It’sa me, mediocrity
Two years ago, if you had told me Nintendo was making a Mario runner for mobile, I would have laughed directly into your face. Not just any laugh, but a big, boisterous laugh usually reserved for moments of schadenfreude and Tyler Perry movies. “There’s no way they would do that,” I would have argued as I tried to catch my breath from all the laughing and knee slapping.
But here we are in 2016 and I’m not laughing anymore. I just spent the past few days playing a game I thought Nintendo would never create: a mediocre Mario platformer. Oh, it’s also on the iPhone.
Super Mario Run (iOS [reviewed on an iPhone 6], Android)
Developer: Nintendo
Publisher: Nintendo
Released: December 15, 2016 (iOS), TBA (Android)
MSRP: $9.99
Within 90 minutes of downloading Super Mario Run to my iPhone, I had seen everything the game had to offer. I beat all the levels, tried my hand at ﷺthe Toad Rally a few times, and I was on my way to creating a cute little kingdom. Having seen it all, it was then I asked myself if the $10 I just spent was worth it.
Super Mario Run is Nintendo’s first real foray into the mobile gaming market and it’s left me at odds with myself. I can see three, potentially quality free-to-play mobile games that have been crammed into one package and sold at a premium. The three main modes of the game are Tour, Rally, and Build. Tour is the campaign where, if you pay, you’ll test your one-button platforming skills through 24 levels. Rally is closer to an endless runner where you’ll race against another player’s ghost to see if you can get the most coins and Toad supporters before time runs out. Build is simply a city-building game.
Before I break down each of these modes, I have to compliment Nintendo on the controls. Super Mario Run forced me to rethink how I play Mario games and just what is possible with the simplest control scheme. You only need to touch the screen to make Mario jump. The longer you hold, the higher he’ll go. Characters only run right and will catapult themselves over small enemies without any user input. Time a press of the touch screen just right and you’ll bounce off that enemy with a trick. Chain enough of these tricks together and you get a run worthy of YouTube. I just wish the level design was more interesting.
Out of the two dozen levels found in the Tour mode, I’d say maybe three elevated themselves to compelling, whereas everything else was easily forgettable. Levels are short, able to be beaten in around a minute, but you are encouraged to return to them to seek out the pink, purple, and black coins. Depending on your skills, this will require multiple playthroughs of the same level to get them all. So if you’re the type of person who argues short games aren’t really short because you can replay levels for high scores, here’s the Mario game for you!

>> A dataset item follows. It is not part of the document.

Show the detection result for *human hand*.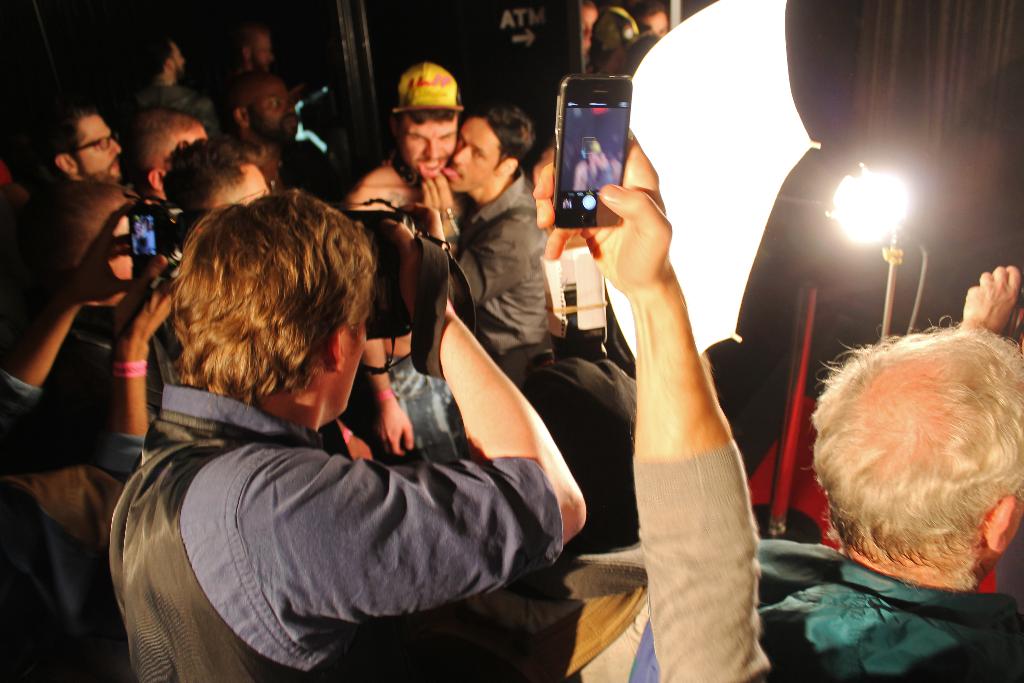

Most of my time has been spent improving my ranking in the Toad Rally mode. With its seemingly randomized level layout, perfecting my one-touch skills kept me challenging more and more players as the battery on my stupid iPhone drained. Sure, the ghost h🌸ouse levels suck here just as they do in the Tour mode, but everything else entertained me as I built up the populati𒊎on of my kingdom.
Replaying Toad Rally leads directly into the Build portion of the game. The more you win, the more Toads come to live at your kingdom. The more Toads you have, the more buildings, playable characters, and scenery features are available for you to purchase with in-game coins. Similar city-building games rely on gems, coins, and a good old-fashioned waiting period for you to unlock anything. Super Mario Run simply asks that yoꦓu play the Toad Rally mode over and over. Within the several hours I played, I unlocked a good amount of buildings to populate my kingdom, as well as Yoshi, but there are many more I can tell will take me dozens of hours to gain access to.
That grind is just one of the systems in place that makes me think this was originally going to be a free-to-play game. There are waiting periods for some of the not-particularly-interesting mini-games and there are the Toad Rally tickets. In order to play the Toad Rally, you have to spend a ticket. As I purchased the game, I was given 20 and through the campaign unlocked about 80 more. I have yet to have an issu🐼e ge🌱tting tickets, but I wonder why I even have to bother with them at all. As a free-to-play game, these would make sense. As someone who already paid for the game, they feel pointless to me.
I had some fun with the game in Toad Rally and I’ll admit it’s cute to watch Toads play ring-around-the-warp-pipe in my kingdom, but everything here just feels half-assed. The level design is amateur, the boss battles, save for the final confrontation with Bowser, are too simple, and the build mode left me indifferent to the whole shebang. The controls are there, but everything else feels like Mario b-sides, and that really shouldn’t be the case with this grand entrance into the mobile market.
Now, there’s a chance a year from now this game will be something spectacular and totally worth the entry fee. They could, despite what’s been said, add great new levels, interesting boss battles, new Toad Rally stages, more characters, and some type of collectible to replace the pointless Toad Rally Tickets for people who have paid the full price. But until that happens, I’ll probably just stick to playing regular Mario games.
[This review is based on a retail build of the game purchased by the reviewer.]